The Uncertainty Principle
Any uncertainty in you, the critic, can be hidden by neatly attributing it to the work. You can't decide whether the work is naff, or charmingly naive? Then say it "hovers between woeful inadequacy and unaffected poignancy" (Martin Coomer, Time Out, 20.1.99). You can't make up your mind if Pollock's paintings fit or don't fit with their time? Then write that "they seem at once to embrace and reject the entire sweep of artistic production (of their time)" (Jeffrey Kastner, Art Monthly, February '99). Paradox is the name of this game - a verbal flourish which papers over the cracks in your argument.
The Comfort of Mediocrity
If you want to be a successful critic, whatever you do, don't criticise. To make value judgements smacks of elitism (see "Great Art" above). Except for charming eccentrics like Brian Sewell, few experienced critics speak out against an artist's mediocrity and incompetence - perhaps because it reassures them about their own: "The photographs of Ulf Lundin are almost entirely devoid of visual interest ... It is ... their very mediocrity, their monotony and their emptiness that attracts us" (John Tozer, Art Monthly, February '99). This journal seems to revel in the more dismal manifestations of post-modernism, which puts its unfortunate reviewers in something of a spot, desperately trying to find something positive to say: "Didensen's video is very likeable mainly, I think, because of its desperate aimlessness."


**Exercise goal**
The result should be every line in the data below that carries the string "region".

**Given records**
_ _ _
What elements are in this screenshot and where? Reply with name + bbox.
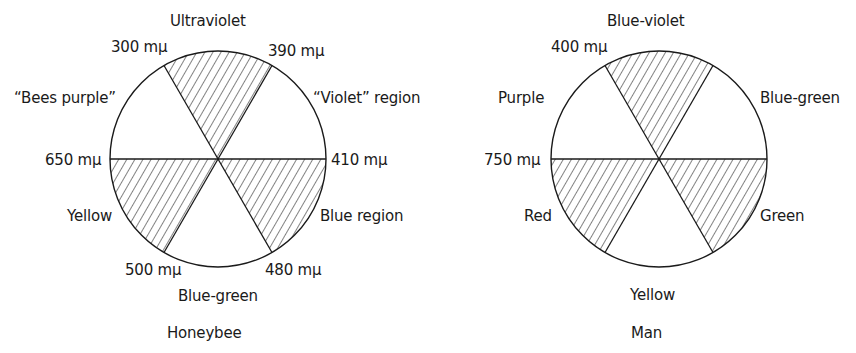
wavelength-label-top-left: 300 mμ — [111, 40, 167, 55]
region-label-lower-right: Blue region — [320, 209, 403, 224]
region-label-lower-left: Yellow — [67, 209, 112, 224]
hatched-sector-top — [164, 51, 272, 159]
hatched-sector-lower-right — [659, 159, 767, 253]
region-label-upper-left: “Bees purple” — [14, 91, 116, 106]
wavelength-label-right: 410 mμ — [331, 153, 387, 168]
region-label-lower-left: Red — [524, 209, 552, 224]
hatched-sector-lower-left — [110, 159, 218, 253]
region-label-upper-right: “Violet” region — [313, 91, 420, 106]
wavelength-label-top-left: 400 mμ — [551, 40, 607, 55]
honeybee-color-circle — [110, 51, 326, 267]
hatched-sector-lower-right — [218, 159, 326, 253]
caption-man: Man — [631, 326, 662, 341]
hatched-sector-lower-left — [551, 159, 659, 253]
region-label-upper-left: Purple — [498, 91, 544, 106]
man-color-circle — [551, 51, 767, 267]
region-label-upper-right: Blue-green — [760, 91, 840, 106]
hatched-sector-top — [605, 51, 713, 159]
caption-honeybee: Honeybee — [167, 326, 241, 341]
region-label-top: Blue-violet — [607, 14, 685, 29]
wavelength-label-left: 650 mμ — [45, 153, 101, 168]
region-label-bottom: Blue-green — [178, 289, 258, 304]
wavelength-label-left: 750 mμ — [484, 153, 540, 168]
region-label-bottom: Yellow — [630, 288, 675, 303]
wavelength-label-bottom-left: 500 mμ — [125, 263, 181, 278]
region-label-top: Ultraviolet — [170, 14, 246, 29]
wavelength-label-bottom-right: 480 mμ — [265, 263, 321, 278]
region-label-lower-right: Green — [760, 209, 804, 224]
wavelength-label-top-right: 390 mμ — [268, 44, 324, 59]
_ _ _
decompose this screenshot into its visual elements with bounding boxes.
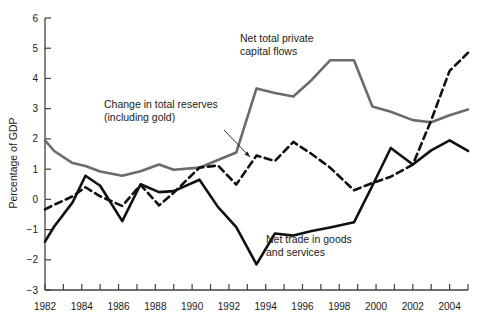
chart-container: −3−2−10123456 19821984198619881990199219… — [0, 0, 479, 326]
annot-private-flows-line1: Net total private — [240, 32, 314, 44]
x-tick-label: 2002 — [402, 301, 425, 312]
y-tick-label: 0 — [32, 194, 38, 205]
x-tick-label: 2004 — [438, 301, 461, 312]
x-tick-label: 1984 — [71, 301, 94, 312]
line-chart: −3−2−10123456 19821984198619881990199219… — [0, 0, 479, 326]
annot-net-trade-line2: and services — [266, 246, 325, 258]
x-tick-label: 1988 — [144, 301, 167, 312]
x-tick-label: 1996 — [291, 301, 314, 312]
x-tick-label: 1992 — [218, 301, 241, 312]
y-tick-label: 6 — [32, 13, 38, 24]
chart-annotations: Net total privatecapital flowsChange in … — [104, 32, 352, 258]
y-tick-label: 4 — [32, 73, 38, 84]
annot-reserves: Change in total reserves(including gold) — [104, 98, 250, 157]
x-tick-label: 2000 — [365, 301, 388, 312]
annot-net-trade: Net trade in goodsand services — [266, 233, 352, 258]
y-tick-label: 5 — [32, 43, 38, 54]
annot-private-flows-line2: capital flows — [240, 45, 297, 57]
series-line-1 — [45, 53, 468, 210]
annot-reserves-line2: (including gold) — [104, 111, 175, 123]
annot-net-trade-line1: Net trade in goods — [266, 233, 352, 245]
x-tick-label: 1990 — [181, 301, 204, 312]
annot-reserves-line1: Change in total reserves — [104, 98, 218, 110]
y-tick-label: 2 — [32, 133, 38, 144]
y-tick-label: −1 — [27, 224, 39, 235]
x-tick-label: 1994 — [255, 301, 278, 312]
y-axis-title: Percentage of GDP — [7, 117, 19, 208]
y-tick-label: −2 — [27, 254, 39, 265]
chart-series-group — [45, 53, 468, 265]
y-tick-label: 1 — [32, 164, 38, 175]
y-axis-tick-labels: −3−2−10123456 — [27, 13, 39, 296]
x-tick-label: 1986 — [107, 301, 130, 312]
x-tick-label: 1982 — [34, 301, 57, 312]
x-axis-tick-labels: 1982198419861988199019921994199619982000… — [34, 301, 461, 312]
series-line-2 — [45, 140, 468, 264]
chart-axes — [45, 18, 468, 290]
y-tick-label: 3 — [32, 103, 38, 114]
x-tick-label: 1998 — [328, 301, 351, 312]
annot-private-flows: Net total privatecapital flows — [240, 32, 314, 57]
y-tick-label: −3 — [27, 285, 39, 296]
_ _ _
**Answer space**
region-label-lower-right: Blue region — [320, 209, 403, 224]
region-label-lower-left: Yellow — [67, 209, 112, 224]
region-label-upper-left: “Bees purple” — [14, 91, 116, 106]
region-label-lower-left: Red — [524, 209, 552, 224]
region-label-upper-right: “Violet” region — [313, 91, 420, 106]
region-label-upper-left: Purple — [498, 91, 544, 106]
region-label-upper-right: Blue-green — [760, 91, 840, 106]
region-label-top: Blue-violet — [607, 14, 685, 29]
region-label-bottom: Blue-green — [178, 289, 258, 304]
region-label-bottom: Yellow — [630, 288, 675, 303]
region-label-top: Ultraviolet — [170, 14, 246, 29]
region-label-lower-right: Green — [760, 209, 804, 224]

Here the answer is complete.